Every synapse in my brain fires at once. The weight of the concrete block. The depth of the water. How long a five-year-old can hold his breath. How fast I can move. How many bullets I have left. How many people need to die in the next sixty seconds.

"No." Keira's voice tears from her throat. "No, please, please—"

Calder looks at her over his shoulder, smiling. "Anyway, it's been fun, but it's time for you to say goodbye to your bastard."

He throws Hale into the river.

The splash is the loudest sound I've ever heard.

I'm moving before I realize I've made a decision, but Keira's faster, ripping free from the guard with a force I didn't know she still possessed.

Elbow cracking against his face. Nails raking across his eyes, drawing blood.

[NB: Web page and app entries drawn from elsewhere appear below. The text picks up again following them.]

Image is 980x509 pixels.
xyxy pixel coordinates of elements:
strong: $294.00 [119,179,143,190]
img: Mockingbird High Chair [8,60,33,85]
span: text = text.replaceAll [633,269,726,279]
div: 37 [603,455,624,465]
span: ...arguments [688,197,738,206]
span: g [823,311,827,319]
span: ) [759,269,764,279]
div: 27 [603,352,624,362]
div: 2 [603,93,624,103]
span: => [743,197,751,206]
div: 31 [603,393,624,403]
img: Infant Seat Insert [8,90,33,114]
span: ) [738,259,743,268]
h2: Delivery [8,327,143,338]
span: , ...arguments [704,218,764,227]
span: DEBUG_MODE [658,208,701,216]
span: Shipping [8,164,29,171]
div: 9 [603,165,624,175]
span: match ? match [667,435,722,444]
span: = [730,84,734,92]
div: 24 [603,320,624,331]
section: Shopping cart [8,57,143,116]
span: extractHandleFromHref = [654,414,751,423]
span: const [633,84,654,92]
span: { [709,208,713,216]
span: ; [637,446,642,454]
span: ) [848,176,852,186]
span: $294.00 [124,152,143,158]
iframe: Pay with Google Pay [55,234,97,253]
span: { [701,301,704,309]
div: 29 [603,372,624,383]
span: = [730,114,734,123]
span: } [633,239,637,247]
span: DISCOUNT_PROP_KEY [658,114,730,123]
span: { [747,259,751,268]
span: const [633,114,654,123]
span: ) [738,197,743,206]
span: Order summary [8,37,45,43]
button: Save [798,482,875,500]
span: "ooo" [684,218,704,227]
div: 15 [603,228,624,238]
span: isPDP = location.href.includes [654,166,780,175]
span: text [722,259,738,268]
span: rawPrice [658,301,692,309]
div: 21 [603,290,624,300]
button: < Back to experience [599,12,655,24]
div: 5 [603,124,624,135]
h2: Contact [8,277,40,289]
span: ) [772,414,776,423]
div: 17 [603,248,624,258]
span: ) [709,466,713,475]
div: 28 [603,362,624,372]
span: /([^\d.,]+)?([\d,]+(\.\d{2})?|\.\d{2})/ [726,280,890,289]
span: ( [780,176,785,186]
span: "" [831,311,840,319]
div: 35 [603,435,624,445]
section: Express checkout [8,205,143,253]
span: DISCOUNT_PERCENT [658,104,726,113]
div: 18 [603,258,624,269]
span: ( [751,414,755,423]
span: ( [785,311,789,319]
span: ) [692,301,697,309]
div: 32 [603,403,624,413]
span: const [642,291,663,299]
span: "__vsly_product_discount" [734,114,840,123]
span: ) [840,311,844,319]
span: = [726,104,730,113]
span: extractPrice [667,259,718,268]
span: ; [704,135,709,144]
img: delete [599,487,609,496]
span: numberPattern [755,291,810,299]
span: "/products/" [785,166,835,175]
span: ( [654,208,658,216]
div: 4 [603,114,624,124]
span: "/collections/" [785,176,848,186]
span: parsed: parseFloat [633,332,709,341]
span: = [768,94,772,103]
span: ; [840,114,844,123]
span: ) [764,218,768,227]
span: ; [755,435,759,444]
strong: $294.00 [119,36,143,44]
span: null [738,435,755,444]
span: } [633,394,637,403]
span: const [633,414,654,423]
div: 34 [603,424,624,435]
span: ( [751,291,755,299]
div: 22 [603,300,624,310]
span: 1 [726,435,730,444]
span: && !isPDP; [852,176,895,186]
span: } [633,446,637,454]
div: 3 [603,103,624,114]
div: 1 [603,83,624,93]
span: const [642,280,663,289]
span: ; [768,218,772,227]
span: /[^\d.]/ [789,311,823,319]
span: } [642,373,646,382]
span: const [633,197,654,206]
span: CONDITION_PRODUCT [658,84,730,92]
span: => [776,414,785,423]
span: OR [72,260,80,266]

He releases her with a howl, and she's gone, bolting for the edge without a second's hesitation.

One moment she's on the platform.

The next she's swallowed by the same black water that just took our son.

The concrete block. The rope around his ankle.

He's going to sink and she can't—

Calder turns to face me, still wearing that fucking smirk. "You're too late, Henri." He raises his gun. "Or should I say…Tristan?"

I shoot twice. One bullet in his leg and the other in his shoulder.

A third shot is fired. This one grazes my ribs, but I barely feel it. Shouts echo somewhere behind me. Voices in my earpiece saying things I can't process.

None of it matters.

The thing inside me that was barely contained, starved for months, finally breaks free.

I hit the edge of the platform and dive.